Why dbschemix
dbschemix/migrator is a tool for managing database schema and data changes. You describe migrations as plain SQL files, and Migrator tracks which ones have already been applied and runs only the new ones. The library is framework-agnostic and can be added to any PHP project via Composer.
The problem it solves: different environments — development, testing, production — must share the same schema. Without a single tool, migrations are applied manually, the order gets lost, and rolling back a change is hard. dbschemix records the application order, keeps a version history, and lets you roll back an entire set of changes with a single command.
Principles
Plain SQL
Migrations are written in SQL — no DSL, no Active Record, no Query Builder. A file contains plain SQL for the target database, and that exact SQL is executed against it. There is no intermediate layer that could generate something different from what you wrote.
Framework-agnostic
Migrator does not require Laravel, Symfony, Yii, or any other framework. It connects to any PHP project that has Composer. If a project already uses the framework's built-in migrations, dbschemix can work alongside them — for a separate database or for databases the framework does not cover.
Batch versioning
Migrations applied in a single migrate:up run share a common version number. This number appears in the output as vers: <number>. The entire migration batch can be rolled back with a single migrate:down --latest-version command — without having to analyze the history manually.
Fixtures and repeatable migrations
Fixtures are SQL files containing test or seed data. They are stored in a dedicated directory (<db-name>-fixture) and applied with the migrate:fixture command, not migrate:up. Repeatable migrations are stored in the <db-name>-repeatable directory and are re-executed whenever the file content changes — useful for views, functions, and other objects that need to be recreated.
Supported databases
PostgreSQL, MySQL, and SQLite are available out of the box via the dbschemix/pdo package. If you need a different database or a non-standard connection method, implement the DriverInterface and pass your driver to the Migration constructor. See Configuration for details.
When it fits and when it does not
dbschemix fits projects where SQL is the primary language for working with the database. If the team is already comfortable writing and reviewing SQL files, the tool integrates naturally into the existing workflow.
The tool is not a good fit if you need a migration generator based on ORM models. dbschemix does not analyze your class structure and does not generate SQL automatically — it only executes what you write by hand.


Directions ->
Copy the lines running from the one that contains "Find the rectangle enclosing land vehicle." to the end of the entries below, exactly and with no pictures.

Dataset items:
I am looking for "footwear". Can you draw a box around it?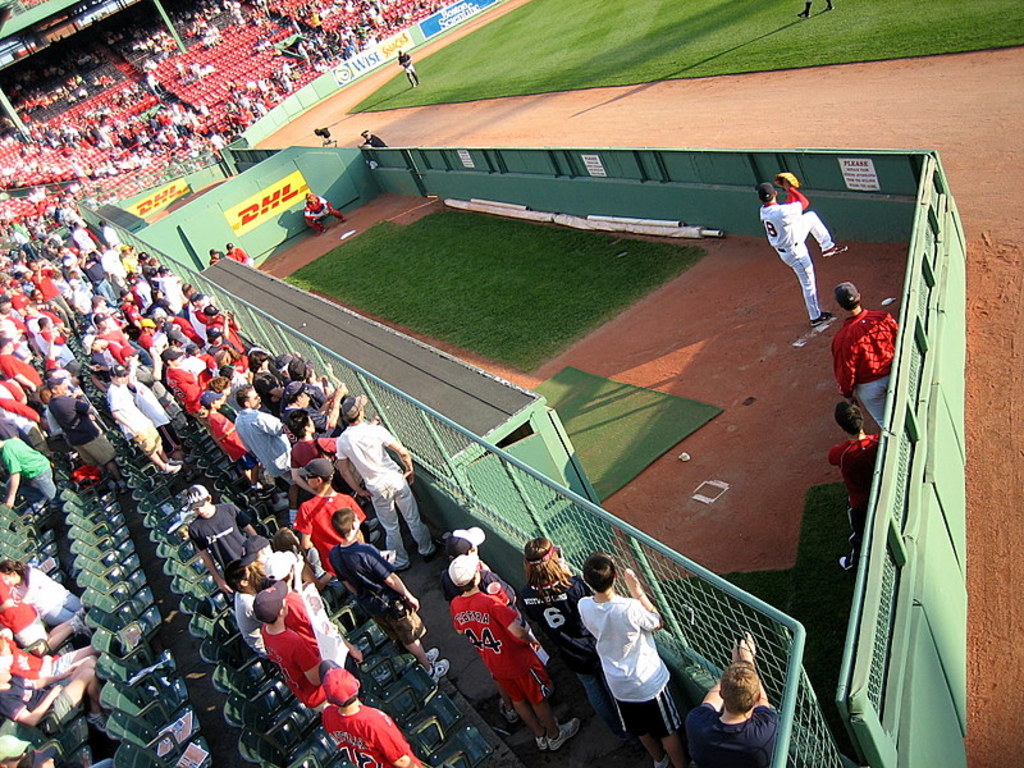
Sure, the bounding box is rect(424, 540, 440, 562).
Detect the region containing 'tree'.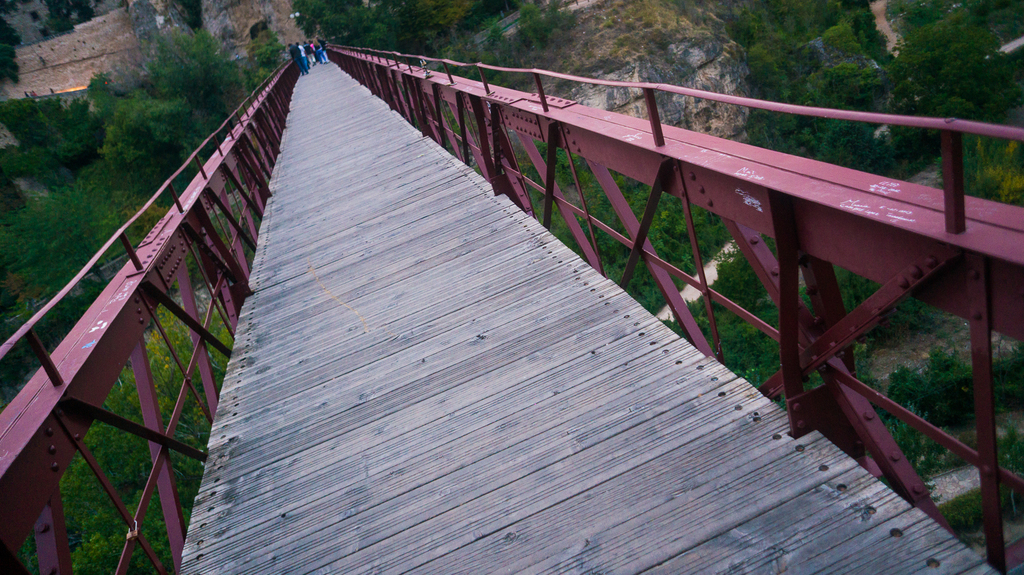
Rect(153, 22, 266, 146).
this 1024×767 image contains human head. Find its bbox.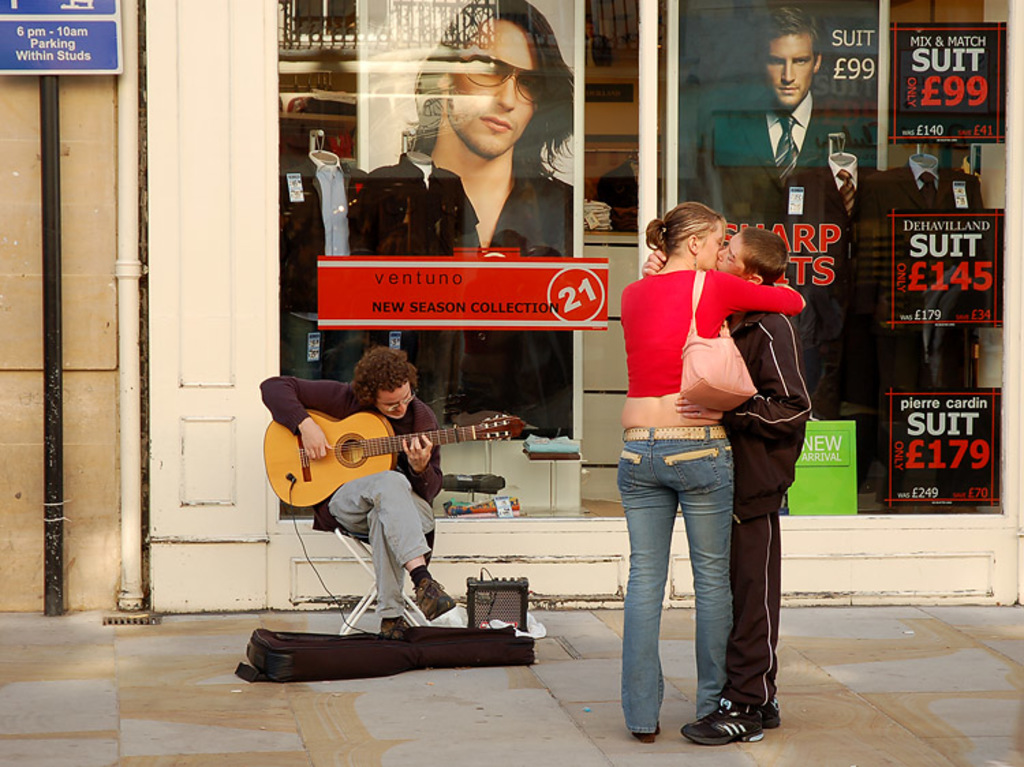
756 4 822 104.
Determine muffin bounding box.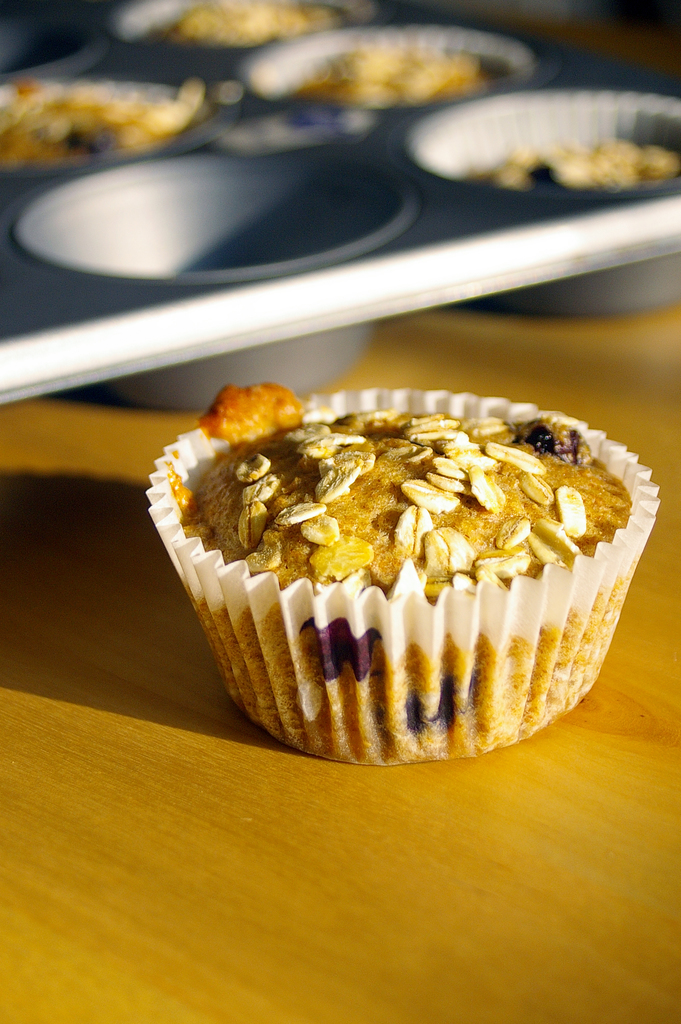
Determined: <box>136,377,663,764</box>.
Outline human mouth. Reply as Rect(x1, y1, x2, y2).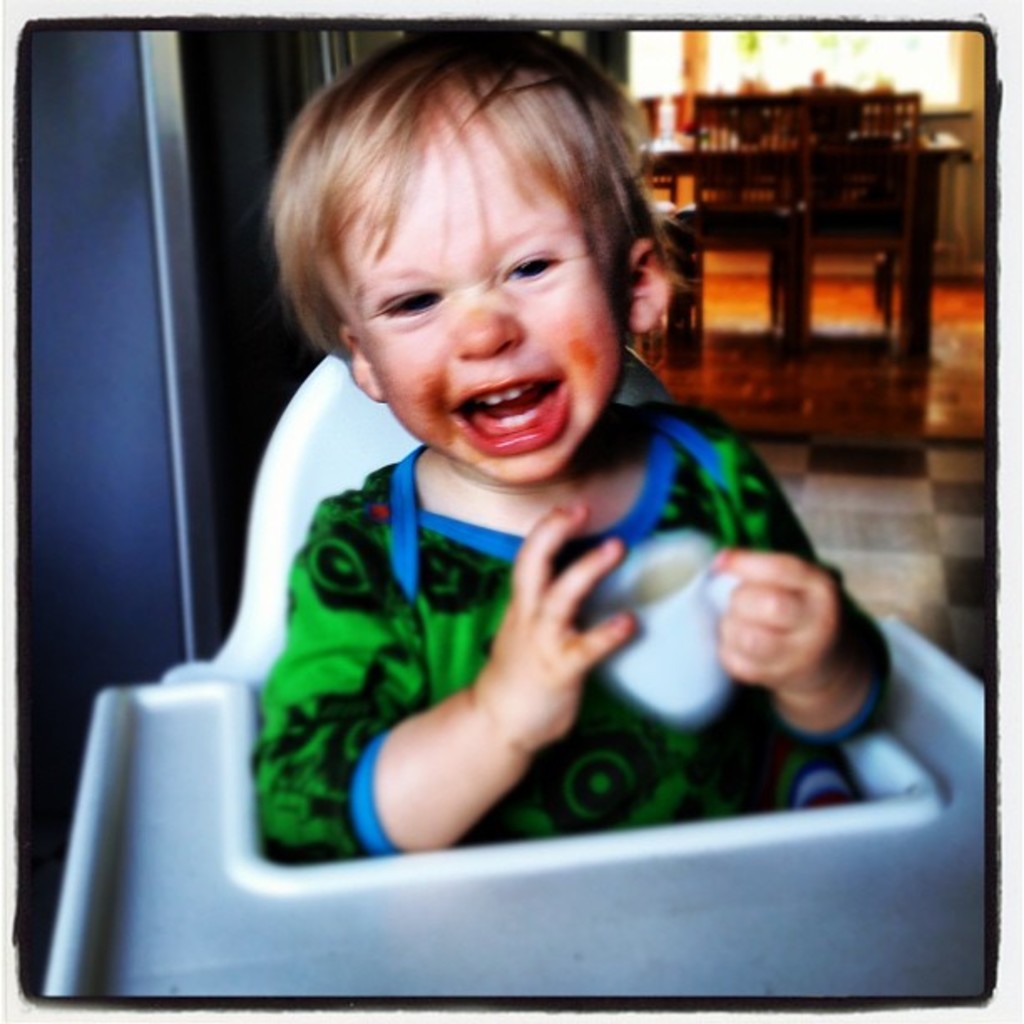
Rect(445, 378, 569, 455).
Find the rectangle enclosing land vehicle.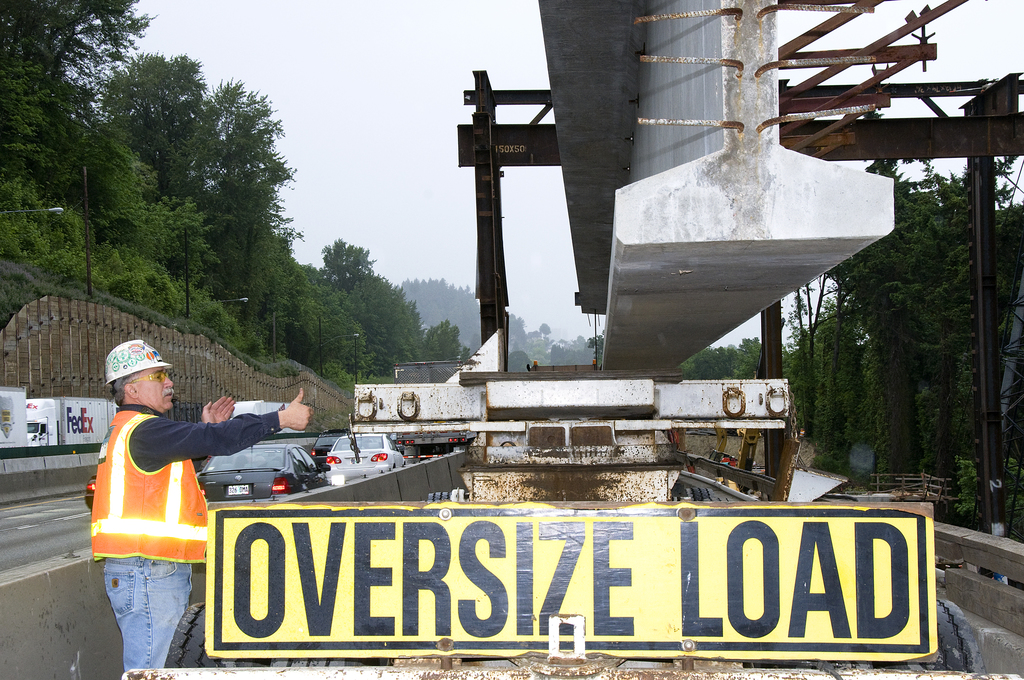
x1=121 y1=0 x2=1022 y2=679.
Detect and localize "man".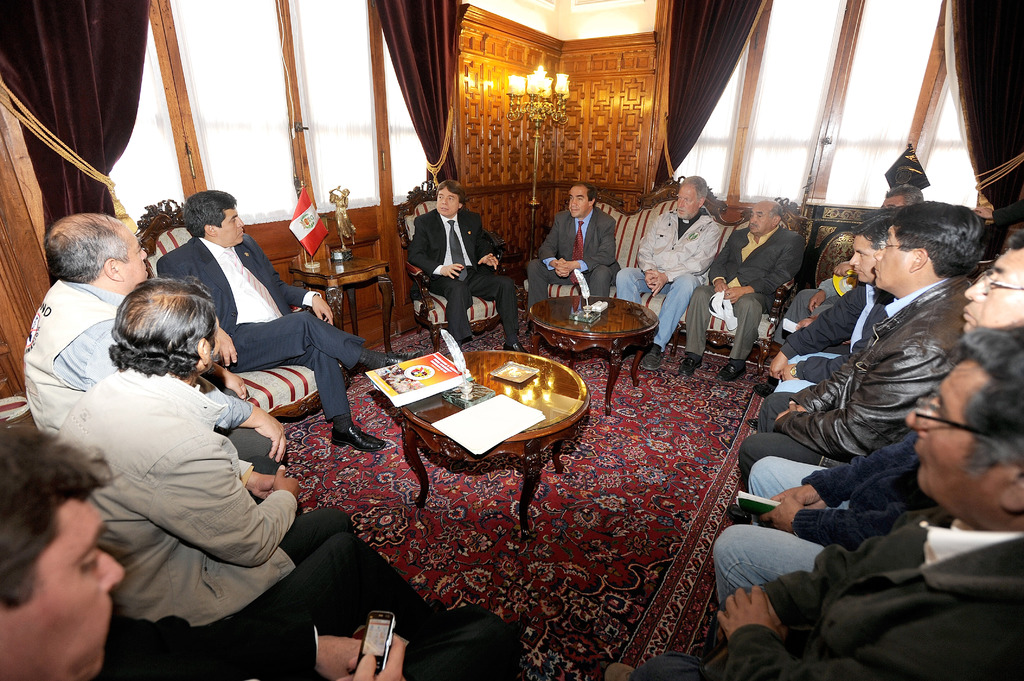
Localized at (x1=610, y1=178, x2=730, y2=368).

Solution ->
Find the rectangle enclosing land vehicle.
x1=121 y1=0 x2=1022 y2=679.
Detect and localize "man".
Localized at (x1=610, y1=178, x2=730, y2=368).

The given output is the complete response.